New laws crack down on jail informants
A movement to put jailhouse informants under a more powerful microscope before they testify is gaining traction across the country, a byproduct of new DNA testing technology that has exonerated dozens of people wrongly locked up based on informants’ lies.
Several states have moved to toughen regulations on the use of such informants, whose credibility has always been an issue because they’re motived to get their sentences reduced.
The new rules include requiring pretrial hearings on whether prisoners’ testimony should be allowed and forcing prosecutors to disclose any deals with informants as well as their history of testifying in other cases.
In Connecticut, Democratic Gov. Ned Lamont signed a wide-ranging bill in July that will create the nation’s first statewide system to track the use of jailhouse informants, including any benefits offered in exchange for their testimony.
“We’re really seeing the issue gain momentum around the country,” said Rebecca Brown, policy director for the New Yorkbased Innocence Project, which works to exonerate the wrongly convicted. “Jailhouse informant testimony is one of the leading factors in wrongful convictions.”
Of the 365 people exonerated nationwide by DNA evidence, nearly one in five were convicted based in part on lying informants, according to the Innocence Project.
Federal court rulings and the Constitution do require prosecutors to turn over certain information about witnesses, including exculpatory evidence favorable to the defense. But civil liberties advocates say new laws are needed to specify exactly what kind of information must be disclosed including key details about informants.
While prosecutors agree that there needs to be skepticism about jailhouse informants, they say such witnesses offer crucial, truthful information that helps bring perpetrators to justice in many cases. Some worry that new informant laws take witness credibility determinations out of the hands of juries and leave it to judges to decide before cases even go to trial.
Fellow inmates were key in bringing down Connecticut serial killer William Howell, who is serving a life sentence for killing seven people in 2003. One of Howell’s cellmates, convicted killer of four Jonathan Mills, told authorities that Howell talked about the killings and where he buried the victims. It’s not clear whether Mills, also serving life in prison, received any benefits for providing the information.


Exercise objective ▸ Please give the count of lines in the listing underneath that hold "magazines", leaving out everything else.

··· Records for the exercise ···

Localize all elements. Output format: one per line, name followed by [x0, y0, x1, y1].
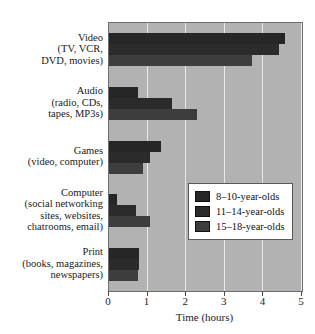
chart-figure: Video(TV, VCR,DVD, movies)Audio(radio, C… — [0, 0, 315, 334]
category-label-main: Computer — [0, 187, 103, 198]
bar — [109, 270, 138, 281]
category-label-detail: tapes, MP3s) — [0, 108, 103, 119]
x-tick-label: 4 — [252, 295, 272, 307]
bar — [109, 152, 150, 163]
legend-item: 11–14-year-olds — [195, 204, 285, 219]
bar-row — [109, 163, 302, 174]
bar — [109, 259, 139, 270]
legend-label: 11–14-year-olds — [216, 206, 284, 217]
bar — [109, 216, 150, 227]
bar-row — [109, 109, 302, 120]
bar-row — [109, 259, 302, 270]
category-label-detail: chatrooms, email) — [0, 221, 103, 232]
bar — [109, 163, 143, 174]
category-label: Video(TV, VCR,DVD, movies) — [0, 32, 103, 66]
category-label: Audio(radio, CDs,tapes, MP3s) — [0, 85, 103, 119]
bar — [109, 141, 161, 152]
bar — [109, 194, 117, 205]
x-tick-label: 5 — [291, 295, 311, 307]
legend-swatch — [195, 221, 210, 232]
category-label-main: Video — [0, 32, 103, 43]
category-label: Print(books, magazines,newspapers) — [0, 246, 103, 280]
bar — [109, 33, 285, 44]
bar-row — [109, 152, 302, 163]
x-tick-label: 1 — [137, 295, 157, 307]
bar-row — [109, 33, 302, 44]
bar-row — [109, 270, 302, 281]
bar-row — [109, 55, 302, 66]
legend-swatch — [195, 206, 210, 217]
bar-row — [109, 248, 302, 259]
category-label-detail: (video, computer) — [0, 156, 103, 167]
category-label-detail: (radio, CDs, — [0, 97, 103, 108]
bar — [109, 44, 279, 55]
category-label-detail: newspapers) — [0, 269, 103, 280]
category-label-detail: (social networking — [0, 198, 103, 209]
bar — [109, 87, 138, 98]
category-label-main: Audio — [0, 85, 103, 96]
legend-label: 15–18-year-olds — [216, 221, 285, 232]
legend-label: 8–10-year-olds — [216, 191, 279, 202]
bar — [109, 109, 197, 120]
bar-row — [109, 87, 302, 98]
bar — [109, 205, 136, 216]
bar-row — [109, 44, 302, 55]
category-label-detail: (books, magazines, — [0, 258, 103, 269]
category-label-detail: sites, websites, — [0, 210, 103, 221]
x-axis-title: Time (hours) — [108, 311, 301, 323]
bar-row — [109, 141, 302, 152]
x-tick-label: 0 — [98, 295, 118, 307]
legend-item: 15–18-year-olds — [195, 219, 285, 234]
bar-row — [109, 98, 302, 109]
bar — [109, 98, 172, 109]
legend-item: 8–10-year-olds — [195, 189, 285, 204]
x-tick-label: 2 — [175, 295, 195, 307]
plot-area — [108, 22, 303, 292]
category-label-detail: DVD, movies) — [0, 55, 103, 66]
category-label-main: Print — [0, 246, 103, 257]
category-label: Computer(social networkingsites, website… — [0, 187, 103, 233]
category-label-detail: (TV, VCR, — [0, 43, 103, 54]
category-label: Games(video, computer) — [0, 145, 103, 168]
x-tick-label: 3 — [214, 295, 234, 307]
bar — [109, 248, 139, 259]
legend: 8–10-year-olds11–14-year-olds15–18-year-… — [188, 183, 293, 240]
legend-swatch — [195, 191, 210, 202]
bar — [109, 55, 252, 66]
category-label-main: Games — [0, 145, 103, 156]
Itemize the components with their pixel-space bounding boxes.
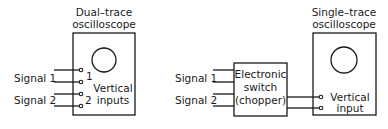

···

Expected output ▸ 2